Running
23 June-23 July
City Assembly House
Irish Georgian Society,
58 William St, D02 X751
Opening Hours
Mon-Fri 10am-5pm
Free
Wind Up!
Susan Wood
Wind Up! is a lifetime retrospective of acclaimed photographer Susan Wood’s seven decades of work shooting actors, artists, authors, musicians, models, politicians, designers, culinary luminaries, and other famous faces.
Projected as a five-channel slide show with an ambient soundtrack interspersed with Susan’s narration about her life, her subjects, and her creative practice, the exhibition presents her work as a free-flowing immersive experience covering five walls of the Irish Georgian Society’s octagonal exhibition room at the City Assembly House in Dublin.
Gathered from Susan’s extensive archive from a career starting in the 1950s, the mix of hundreds of both published and never-before-seen images taken from a versatile life behind the camera lens celebrates her pursuit of beauty in the people, places, and objects she photographs. The projection format allows for the showing of many more works than would be possible in a traditional gallery setting. The chance order in which the photographs are shown enables the viewer to explore context, meaning, and eccentricity through the relationship of one image to another.
“The walls become like moving book spreads,” said Anthony Catania who organised the show. “The novelty is that on each subsequent visit, viewers will see the images combined in different ways, offering a fresh way of observing the work.”
Susan Wood’s photographs were made during years of great social change, and her own career followed a similar trajectory. A born and bred New Yorker, she was involved with the original “Mad Men” of Madison Avenue and later won a Clio, the most sought-after award in advertising. In 1954 her photographs appeared in the premier issue of Sports Illustrated. Mademoiselle chose her as one of their “Ten Young Women of the Year” in 1961. Throughout the 1960s, ‘70s and ‘80s, her photographs could be seen in Vogue, Life, People and New York magazines. She was a regular contributor to Look magazine, most notably for a 1969 cover story on John Lennon and Yoko Ono. Wood is also noted for her movie stills. Under contract to Paramount Pictures, United Artists and 20th Century Fox, she was on set during the filming of movies that defined the 1960s such as Easy RiderandHatari.
Involved in the fight for women’s rights and equality in the 1960s and ‘70s, Wood was a founding member of the Women’s Forum, and counted as friends many of the vanguard of the feminist movement including Betty Friedan and Gloria Steinem. Writes Wood, now 84, in the book’s introduction, “I’m a working woman from an age when women still wondered if we could and/or should work. I remember a woman scientist’s graduation address at Sarah Lawrence College in 1953 recommending we graduates keep some part of our brain actively engaged in an intellectual project even if we visited it only occasionally. ‘Picking up knitting’ was her analogy. Can you imagine the cat calls and boos someone today would get in response?”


* _Required action_
Your answer is a copy of every line in the records where "chart" appears.
###
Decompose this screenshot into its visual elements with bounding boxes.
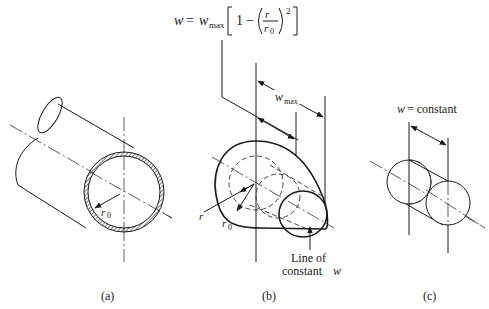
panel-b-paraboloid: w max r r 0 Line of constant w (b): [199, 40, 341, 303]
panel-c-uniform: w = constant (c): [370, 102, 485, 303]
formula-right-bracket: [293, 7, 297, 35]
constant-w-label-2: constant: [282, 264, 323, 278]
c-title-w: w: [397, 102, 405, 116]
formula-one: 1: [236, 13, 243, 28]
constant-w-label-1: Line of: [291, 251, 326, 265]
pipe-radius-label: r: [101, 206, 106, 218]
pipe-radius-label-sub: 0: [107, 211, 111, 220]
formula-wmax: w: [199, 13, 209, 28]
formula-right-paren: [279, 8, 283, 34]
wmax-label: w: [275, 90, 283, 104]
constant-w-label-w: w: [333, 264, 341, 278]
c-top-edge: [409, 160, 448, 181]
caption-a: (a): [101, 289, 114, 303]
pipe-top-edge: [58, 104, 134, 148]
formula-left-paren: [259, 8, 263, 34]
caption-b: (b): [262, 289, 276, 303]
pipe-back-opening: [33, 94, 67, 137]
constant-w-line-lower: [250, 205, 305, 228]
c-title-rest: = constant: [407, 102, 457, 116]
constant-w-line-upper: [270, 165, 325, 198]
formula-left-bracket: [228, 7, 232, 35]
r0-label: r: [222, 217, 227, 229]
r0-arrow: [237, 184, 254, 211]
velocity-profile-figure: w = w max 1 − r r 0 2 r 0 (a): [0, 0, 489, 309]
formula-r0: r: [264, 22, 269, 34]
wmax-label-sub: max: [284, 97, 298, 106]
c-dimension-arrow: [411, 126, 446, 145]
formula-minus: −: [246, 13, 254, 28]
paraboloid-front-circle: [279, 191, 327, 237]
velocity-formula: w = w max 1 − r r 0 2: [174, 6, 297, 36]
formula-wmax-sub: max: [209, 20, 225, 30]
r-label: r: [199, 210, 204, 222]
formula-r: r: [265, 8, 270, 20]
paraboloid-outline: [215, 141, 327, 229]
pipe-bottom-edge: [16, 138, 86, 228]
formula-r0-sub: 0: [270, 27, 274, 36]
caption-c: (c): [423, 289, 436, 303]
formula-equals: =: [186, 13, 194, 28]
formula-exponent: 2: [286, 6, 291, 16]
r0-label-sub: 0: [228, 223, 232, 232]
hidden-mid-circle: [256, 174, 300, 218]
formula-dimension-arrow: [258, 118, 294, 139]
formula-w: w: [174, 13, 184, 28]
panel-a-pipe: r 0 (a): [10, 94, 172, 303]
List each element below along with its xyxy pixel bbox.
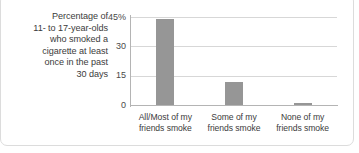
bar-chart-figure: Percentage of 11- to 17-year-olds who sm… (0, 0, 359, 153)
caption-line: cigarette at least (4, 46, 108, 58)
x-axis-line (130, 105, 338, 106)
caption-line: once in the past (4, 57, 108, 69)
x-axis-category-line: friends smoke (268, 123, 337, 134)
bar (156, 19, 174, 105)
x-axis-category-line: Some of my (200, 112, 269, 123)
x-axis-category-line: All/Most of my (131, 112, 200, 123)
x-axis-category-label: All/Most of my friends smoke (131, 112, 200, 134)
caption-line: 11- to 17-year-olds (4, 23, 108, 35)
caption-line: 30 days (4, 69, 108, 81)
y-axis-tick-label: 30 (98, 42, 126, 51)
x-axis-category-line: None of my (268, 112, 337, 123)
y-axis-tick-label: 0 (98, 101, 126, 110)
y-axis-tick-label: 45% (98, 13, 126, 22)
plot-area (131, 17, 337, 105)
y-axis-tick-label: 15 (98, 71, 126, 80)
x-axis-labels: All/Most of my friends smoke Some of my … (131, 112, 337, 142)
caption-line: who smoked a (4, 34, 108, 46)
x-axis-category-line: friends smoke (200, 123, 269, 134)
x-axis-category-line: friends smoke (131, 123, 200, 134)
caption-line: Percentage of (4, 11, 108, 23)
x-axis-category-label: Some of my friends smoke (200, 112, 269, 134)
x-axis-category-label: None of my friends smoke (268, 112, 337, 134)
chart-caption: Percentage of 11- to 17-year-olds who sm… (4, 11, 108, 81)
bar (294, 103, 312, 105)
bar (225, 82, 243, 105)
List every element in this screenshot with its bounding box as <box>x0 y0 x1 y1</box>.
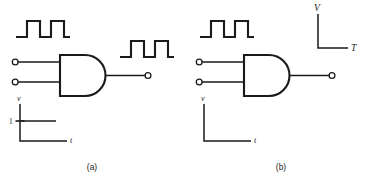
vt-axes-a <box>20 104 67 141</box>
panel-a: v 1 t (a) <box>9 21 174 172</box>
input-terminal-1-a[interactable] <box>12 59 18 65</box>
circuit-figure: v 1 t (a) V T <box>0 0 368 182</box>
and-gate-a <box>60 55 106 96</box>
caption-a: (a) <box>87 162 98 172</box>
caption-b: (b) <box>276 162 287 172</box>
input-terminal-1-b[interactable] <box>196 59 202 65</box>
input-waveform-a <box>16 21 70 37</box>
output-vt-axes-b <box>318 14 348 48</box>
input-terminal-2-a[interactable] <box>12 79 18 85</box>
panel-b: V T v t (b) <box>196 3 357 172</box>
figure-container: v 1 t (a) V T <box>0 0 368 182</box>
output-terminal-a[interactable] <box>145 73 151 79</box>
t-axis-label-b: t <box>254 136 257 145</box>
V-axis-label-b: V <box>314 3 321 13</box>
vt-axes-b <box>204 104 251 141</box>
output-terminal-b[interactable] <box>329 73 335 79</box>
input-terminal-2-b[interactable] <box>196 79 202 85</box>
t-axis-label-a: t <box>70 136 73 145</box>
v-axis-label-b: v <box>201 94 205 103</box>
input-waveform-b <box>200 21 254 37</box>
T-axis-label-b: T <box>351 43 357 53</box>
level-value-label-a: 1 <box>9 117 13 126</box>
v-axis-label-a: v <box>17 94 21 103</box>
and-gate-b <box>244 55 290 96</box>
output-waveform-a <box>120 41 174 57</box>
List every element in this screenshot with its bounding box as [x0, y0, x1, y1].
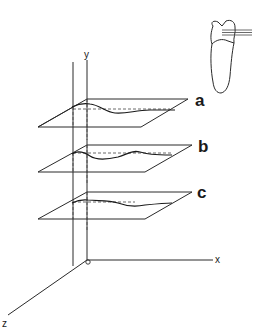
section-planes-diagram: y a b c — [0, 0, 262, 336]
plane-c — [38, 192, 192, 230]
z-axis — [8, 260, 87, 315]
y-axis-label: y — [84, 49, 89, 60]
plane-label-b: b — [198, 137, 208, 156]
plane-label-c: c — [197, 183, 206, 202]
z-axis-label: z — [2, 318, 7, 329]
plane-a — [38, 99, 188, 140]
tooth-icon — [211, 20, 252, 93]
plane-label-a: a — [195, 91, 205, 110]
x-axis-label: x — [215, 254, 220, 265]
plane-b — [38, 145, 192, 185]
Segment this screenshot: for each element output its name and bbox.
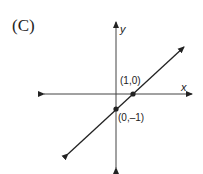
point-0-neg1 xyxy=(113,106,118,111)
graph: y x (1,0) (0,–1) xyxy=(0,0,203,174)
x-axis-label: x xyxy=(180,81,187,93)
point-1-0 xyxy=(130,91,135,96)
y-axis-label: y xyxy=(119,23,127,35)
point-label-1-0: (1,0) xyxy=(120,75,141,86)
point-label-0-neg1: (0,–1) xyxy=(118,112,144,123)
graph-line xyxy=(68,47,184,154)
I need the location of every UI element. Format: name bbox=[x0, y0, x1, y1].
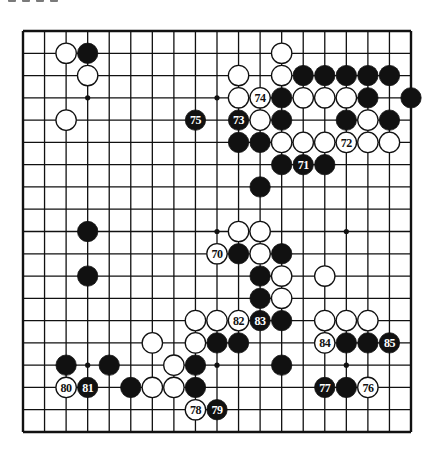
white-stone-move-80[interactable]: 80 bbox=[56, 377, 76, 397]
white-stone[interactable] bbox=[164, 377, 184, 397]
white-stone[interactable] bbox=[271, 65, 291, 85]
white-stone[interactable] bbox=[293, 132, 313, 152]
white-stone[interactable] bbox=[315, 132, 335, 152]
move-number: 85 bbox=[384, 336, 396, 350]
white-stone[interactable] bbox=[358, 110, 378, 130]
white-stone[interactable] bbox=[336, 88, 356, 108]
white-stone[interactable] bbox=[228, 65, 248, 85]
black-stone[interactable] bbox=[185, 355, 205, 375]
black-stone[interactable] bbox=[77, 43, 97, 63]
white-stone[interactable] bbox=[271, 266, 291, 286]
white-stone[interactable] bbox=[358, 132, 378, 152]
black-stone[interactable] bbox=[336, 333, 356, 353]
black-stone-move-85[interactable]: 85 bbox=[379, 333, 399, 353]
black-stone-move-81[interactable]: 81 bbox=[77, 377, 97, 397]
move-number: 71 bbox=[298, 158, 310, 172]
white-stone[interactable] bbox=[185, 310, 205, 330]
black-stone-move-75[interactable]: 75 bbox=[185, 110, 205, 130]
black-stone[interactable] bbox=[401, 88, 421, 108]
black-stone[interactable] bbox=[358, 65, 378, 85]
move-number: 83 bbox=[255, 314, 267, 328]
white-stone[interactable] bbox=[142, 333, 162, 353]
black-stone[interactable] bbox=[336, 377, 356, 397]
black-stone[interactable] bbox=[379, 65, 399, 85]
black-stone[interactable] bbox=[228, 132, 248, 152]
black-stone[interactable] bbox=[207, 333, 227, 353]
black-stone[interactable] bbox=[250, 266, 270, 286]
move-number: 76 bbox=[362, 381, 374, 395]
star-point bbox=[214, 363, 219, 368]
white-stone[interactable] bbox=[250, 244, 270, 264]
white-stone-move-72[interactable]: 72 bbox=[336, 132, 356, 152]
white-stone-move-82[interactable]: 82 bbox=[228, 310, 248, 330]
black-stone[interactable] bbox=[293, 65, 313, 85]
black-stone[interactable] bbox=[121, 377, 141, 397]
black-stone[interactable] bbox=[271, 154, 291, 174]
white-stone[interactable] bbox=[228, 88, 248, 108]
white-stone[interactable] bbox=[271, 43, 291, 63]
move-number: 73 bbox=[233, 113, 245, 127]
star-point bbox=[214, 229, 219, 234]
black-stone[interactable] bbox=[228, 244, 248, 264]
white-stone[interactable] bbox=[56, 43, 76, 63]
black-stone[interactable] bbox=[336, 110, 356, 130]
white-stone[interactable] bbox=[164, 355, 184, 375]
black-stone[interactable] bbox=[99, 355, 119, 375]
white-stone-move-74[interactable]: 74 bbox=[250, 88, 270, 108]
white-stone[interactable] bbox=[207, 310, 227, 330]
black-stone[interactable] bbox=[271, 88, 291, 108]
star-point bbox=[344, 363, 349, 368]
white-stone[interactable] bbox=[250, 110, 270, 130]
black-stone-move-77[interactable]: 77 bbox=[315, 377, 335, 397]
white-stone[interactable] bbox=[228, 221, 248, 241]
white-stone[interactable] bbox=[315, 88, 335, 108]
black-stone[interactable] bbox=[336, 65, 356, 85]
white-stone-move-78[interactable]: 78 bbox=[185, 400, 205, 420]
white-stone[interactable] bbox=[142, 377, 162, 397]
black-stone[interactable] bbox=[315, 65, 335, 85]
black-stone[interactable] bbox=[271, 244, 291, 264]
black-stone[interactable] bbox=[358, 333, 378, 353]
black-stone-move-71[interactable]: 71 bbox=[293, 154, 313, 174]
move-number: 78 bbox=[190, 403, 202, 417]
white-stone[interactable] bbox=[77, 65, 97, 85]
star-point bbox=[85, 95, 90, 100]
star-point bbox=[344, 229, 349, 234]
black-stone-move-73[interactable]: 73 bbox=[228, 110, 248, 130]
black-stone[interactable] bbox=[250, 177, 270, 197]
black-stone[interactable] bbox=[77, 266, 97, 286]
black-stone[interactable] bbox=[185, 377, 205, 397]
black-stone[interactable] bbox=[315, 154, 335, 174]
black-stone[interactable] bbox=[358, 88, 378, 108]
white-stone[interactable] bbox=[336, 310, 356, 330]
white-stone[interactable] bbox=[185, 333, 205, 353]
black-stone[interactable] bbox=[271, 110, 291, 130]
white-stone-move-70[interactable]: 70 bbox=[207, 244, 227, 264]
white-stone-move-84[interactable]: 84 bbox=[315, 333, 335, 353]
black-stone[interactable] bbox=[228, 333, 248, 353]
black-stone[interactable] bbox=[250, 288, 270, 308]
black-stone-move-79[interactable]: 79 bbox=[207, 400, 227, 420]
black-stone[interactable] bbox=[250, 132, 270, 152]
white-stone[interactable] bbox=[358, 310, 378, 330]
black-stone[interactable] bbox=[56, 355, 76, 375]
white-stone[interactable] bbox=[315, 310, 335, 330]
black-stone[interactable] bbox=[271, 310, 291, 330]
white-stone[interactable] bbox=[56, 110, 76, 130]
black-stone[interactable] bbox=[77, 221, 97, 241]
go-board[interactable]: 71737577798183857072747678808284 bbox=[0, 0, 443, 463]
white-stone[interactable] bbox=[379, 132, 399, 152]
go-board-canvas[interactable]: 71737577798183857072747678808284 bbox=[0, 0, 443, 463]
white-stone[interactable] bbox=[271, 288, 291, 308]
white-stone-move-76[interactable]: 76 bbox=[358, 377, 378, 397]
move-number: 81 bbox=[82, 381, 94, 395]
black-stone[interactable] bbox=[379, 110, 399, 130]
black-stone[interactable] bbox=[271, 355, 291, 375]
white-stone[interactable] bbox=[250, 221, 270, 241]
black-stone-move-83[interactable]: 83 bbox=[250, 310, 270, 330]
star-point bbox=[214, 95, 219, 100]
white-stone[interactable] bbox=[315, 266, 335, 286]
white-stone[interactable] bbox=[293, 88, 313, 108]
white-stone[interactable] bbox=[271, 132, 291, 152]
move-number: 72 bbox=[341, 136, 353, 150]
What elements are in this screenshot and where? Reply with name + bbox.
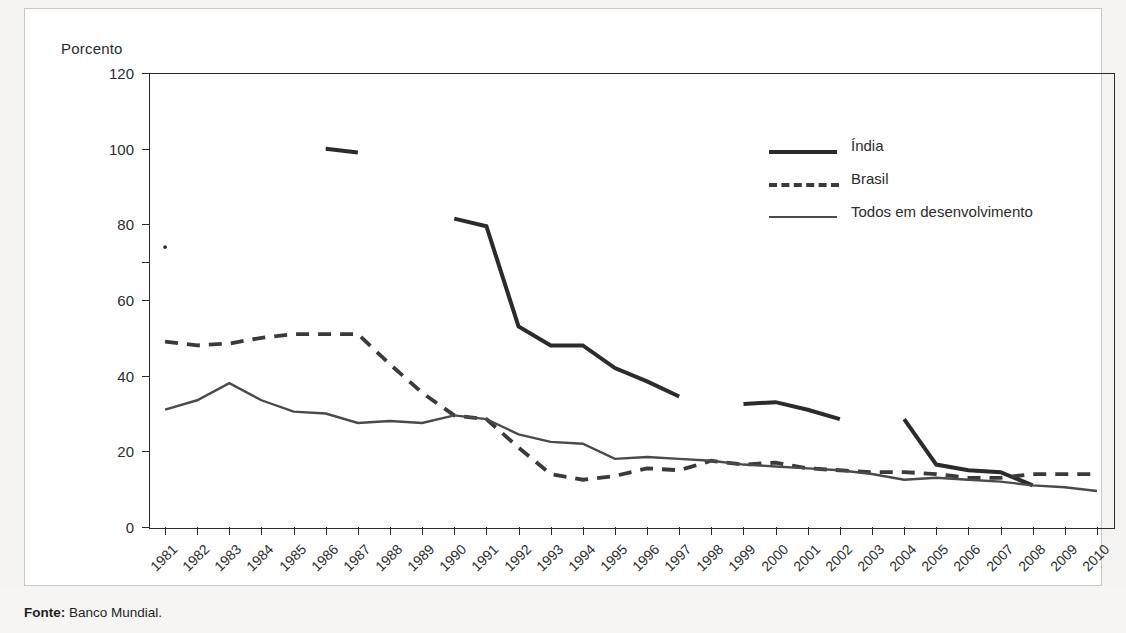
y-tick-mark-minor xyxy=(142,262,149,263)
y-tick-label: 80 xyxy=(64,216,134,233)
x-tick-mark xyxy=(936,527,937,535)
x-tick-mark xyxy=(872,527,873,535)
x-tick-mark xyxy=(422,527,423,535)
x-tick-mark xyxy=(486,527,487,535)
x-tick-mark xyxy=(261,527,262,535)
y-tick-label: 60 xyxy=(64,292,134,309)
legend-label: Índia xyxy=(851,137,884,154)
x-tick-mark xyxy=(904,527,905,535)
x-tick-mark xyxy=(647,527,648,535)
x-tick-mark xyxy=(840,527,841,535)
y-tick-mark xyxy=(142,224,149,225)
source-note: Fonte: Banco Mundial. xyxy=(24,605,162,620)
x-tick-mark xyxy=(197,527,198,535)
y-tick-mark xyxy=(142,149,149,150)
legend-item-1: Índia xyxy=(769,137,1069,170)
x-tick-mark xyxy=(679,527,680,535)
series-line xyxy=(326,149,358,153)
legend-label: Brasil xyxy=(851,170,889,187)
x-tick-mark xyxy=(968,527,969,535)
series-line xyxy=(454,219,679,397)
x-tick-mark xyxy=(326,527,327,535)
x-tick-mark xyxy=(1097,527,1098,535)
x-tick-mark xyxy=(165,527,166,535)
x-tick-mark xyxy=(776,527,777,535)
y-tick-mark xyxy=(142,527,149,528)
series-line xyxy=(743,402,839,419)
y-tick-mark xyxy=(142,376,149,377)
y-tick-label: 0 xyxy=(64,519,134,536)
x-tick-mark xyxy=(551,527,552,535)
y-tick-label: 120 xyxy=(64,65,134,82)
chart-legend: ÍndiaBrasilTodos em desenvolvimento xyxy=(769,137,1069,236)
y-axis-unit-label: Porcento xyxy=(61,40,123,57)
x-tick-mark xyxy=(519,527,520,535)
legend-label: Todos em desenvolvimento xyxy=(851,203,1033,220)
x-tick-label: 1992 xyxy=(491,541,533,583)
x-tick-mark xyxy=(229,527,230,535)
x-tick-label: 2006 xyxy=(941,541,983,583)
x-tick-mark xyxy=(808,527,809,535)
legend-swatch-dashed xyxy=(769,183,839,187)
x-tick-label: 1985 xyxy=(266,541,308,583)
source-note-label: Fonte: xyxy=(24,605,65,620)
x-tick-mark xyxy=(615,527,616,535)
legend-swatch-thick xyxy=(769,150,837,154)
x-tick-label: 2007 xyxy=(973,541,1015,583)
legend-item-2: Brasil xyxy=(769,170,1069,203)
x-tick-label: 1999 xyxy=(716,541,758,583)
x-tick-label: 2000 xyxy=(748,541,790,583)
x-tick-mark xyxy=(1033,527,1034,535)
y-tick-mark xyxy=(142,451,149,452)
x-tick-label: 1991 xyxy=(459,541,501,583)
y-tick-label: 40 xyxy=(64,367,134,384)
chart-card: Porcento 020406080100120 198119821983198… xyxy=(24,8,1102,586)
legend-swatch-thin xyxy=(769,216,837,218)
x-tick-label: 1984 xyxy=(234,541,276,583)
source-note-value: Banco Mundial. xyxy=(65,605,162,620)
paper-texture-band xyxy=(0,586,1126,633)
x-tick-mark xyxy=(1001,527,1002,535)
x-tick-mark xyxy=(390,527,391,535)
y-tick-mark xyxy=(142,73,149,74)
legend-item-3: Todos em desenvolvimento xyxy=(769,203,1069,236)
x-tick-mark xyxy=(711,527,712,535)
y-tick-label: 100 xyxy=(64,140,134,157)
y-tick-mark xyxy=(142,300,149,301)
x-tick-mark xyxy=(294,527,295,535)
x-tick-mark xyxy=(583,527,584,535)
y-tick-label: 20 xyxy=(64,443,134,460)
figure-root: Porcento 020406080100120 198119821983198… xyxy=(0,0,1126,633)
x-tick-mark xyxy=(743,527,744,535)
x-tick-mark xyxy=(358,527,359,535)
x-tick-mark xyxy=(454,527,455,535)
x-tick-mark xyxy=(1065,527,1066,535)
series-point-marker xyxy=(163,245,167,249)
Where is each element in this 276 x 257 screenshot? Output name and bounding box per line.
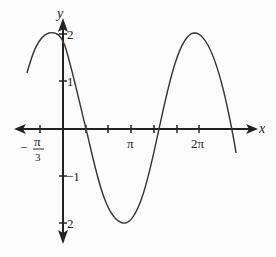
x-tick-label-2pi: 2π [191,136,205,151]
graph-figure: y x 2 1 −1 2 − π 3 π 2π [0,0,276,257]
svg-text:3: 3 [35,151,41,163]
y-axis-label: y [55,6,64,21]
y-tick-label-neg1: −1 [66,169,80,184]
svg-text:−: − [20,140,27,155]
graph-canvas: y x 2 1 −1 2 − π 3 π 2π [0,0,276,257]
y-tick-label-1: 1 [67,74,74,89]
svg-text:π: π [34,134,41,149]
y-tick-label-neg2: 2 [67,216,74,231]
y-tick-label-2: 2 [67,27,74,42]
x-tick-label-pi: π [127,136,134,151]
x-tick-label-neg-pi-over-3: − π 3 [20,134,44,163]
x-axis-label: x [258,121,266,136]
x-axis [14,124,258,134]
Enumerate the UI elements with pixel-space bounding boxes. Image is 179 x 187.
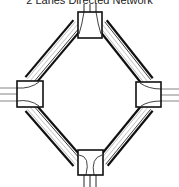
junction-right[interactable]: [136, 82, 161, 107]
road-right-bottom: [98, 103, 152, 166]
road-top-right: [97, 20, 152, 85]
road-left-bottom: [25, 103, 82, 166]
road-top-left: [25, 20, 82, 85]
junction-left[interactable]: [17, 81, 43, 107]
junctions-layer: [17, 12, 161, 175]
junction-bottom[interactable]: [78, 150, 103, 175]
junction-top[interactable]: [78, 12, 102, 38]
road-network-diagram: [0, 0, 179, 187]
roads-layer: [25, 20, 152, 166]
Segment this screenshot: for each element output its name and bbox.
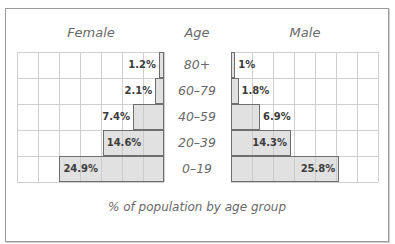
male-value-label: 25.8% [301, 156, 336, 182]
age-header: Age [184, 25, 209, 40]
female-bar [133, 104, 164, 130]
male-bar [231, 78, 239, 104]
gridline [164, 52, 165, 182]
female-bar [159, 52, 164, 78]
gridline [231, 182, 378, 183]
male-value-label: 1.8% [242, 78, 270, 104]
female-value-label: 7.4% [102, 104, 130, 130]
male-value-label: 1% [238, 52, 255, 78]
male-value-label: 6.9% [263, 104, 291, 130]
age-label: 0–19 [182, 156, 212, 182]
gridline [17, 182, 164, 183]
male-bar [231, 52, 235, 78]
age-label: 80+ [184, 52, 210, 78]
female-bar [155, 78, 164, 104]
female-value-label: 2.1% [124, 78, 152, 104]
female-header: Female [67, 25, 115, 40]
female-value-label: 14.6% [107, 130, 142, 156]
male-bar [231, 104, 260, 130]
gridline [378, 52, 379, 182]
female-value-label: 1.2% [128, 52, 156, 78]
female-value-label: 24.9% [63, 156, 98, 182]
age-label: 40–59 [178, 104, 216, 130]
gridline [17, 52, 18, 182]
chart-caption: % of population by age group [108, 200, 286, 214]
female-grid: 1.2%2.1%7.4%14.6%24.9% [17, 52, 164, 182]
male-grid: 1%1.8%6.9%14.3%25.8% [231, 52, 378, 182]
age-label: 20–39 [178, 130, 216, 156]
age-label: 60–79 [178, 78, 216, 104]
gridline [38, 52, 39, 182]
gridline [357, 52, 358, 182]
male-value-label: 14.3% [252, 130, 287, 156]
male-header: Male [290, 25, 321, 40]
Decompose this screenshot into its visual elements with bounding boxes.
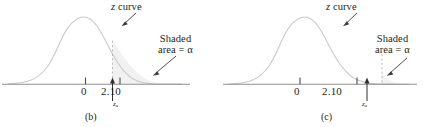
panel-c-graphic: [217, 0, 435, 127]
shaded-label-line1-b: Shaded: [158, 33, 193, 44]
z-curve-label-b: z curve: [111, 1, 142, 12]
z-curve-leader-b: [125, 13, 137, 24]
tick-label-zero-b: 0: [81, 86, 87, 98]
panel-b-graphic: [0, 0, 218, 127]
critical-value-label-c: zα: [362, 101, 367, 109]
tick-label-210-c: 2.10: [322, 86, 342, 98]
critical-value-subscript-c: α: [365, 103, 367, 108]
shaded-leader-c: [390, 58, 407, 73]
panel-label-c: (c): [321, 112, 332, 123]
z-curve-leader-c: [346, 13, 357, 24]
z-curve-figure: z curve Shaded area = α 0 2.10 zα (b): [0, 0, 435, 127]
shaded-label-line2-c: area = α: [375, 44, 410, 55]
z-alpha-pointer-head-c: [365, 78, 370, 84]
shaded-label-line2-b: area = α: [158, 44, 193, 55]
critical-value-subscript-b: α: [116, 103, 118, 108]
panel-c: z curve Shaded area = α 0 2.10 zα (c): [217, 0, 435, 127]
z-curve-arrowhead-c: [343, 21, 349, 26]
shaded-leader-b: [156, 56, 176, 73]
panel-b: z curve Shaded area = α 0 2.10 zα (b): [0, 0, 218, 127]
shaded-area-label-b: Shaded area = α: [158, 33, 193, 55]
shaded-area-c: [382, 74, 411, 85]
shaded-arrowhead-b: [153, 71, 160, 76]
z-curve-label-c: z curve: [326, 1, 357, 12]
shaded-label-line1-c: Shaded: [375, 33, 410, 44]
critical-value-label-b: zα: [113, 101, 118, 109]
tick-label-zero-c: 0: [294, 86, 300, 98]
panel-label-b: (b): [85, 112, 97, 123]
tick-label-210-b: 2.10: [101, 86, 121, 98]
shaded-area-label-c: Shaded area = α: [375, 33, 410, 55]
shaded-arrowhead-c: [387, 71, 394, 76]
###
* _Exercise solution_
bar-chart-figure: Percentage of 11- to 17-year-olds who sm… (0, 0, 359, 153)
chart-caption: Percentage of 11- to 17-year-olds who sm… (4, 11, 108, 81)
chart-legend: ÍndiaBrasilTodos em desenvolvimento xyxy=(769,137,1069,236)
chart-card: Porcento 020406080100120 198119821983198… xyxy=(24,8,1102,586)
chart-caption: % of population by age group [108, 200, 286, 214]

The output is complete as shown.